[url]http://www.opinionjournal.com/columnists/bminiter/?id=110002744[/url]
[b]Ready, Fire, Aim[/b]
The U.S. Ninth Circuit Court of Appeals has given gun-control advocates an early Christmas gift--a comprehensive, historically based argument that undermines an individual's right to own firearms. This is a gift the antigun crowd sorely needed after the revelation that Michael Bellesiles's book "Arming America"--which claimed guns were rare in early America--was a work of slipshod scholarship if not outright fraud.
The Ninth Circuit also takes aim at the Fifth Circuit, which held last year in U.S. v. Emerson that the Second Amendment does, in fact, protect an individual's right to firearms. Gun-rights supporters should welcome the Ninth Circuit's decision, for one simple reason: It is a reasoned, if mistaken, argument, rather than the crude emotional appeal that is the antigun folks' usual stock in trade. So let the debate begin....

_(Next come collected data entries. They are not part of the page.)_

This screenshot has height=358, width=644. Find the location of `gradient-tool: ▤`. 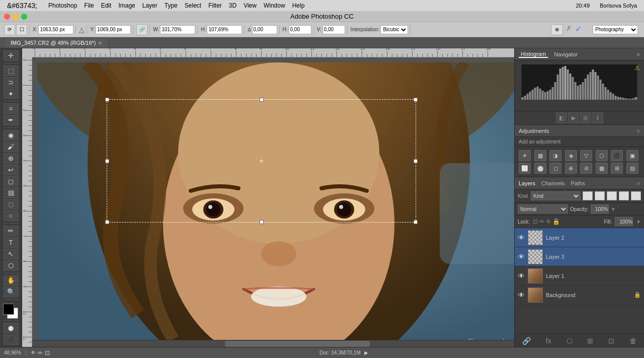

gradient-tool: ▤ is located at coordinates (11, 192). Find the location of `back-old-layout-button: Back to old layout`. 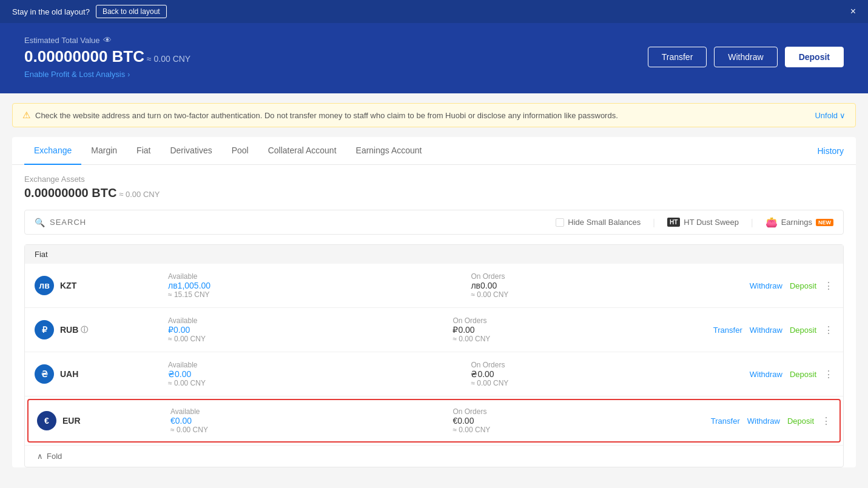

back-old-layout-button: Back to old layout is located at coordinates (131, 12).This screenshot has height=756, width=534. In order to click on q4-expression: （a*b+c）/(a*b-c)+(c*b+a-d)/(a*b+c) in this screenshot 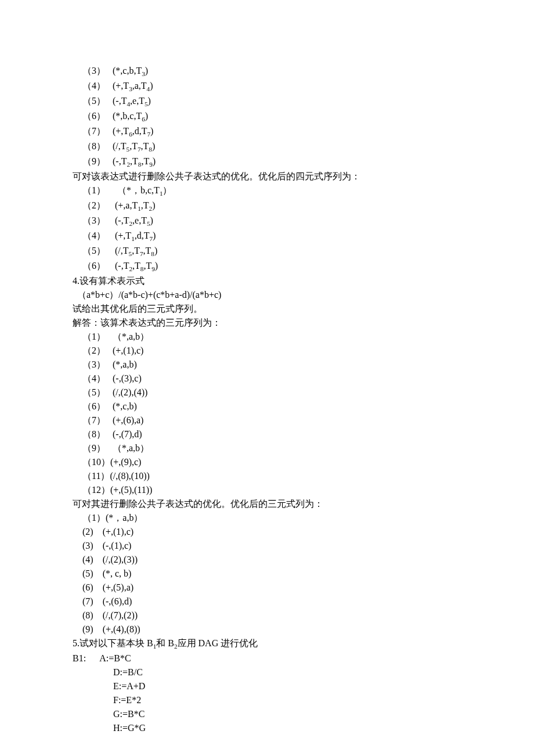, I will do `click(267, 295)`.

...Rarely have 27 words written out in a plain sentence caused so much confusion amongst seemingly intelligent people. But the Second Amendment has long baffled gun-control advocates, university professors, liberal judges and more than a few opportunistic politicians.
Let's get this straight, the Second Amendment is clear: "A well regulated militia, being necessary to the security of a free state, the right of the people to keep and bear arms, shall not be infringed." That means just what it says: The people have a right to keep and bear arms, and that right shall not be infringed.
Mr. Miniter is assistant editor of OpinionJournal.com. His column appears Mondays.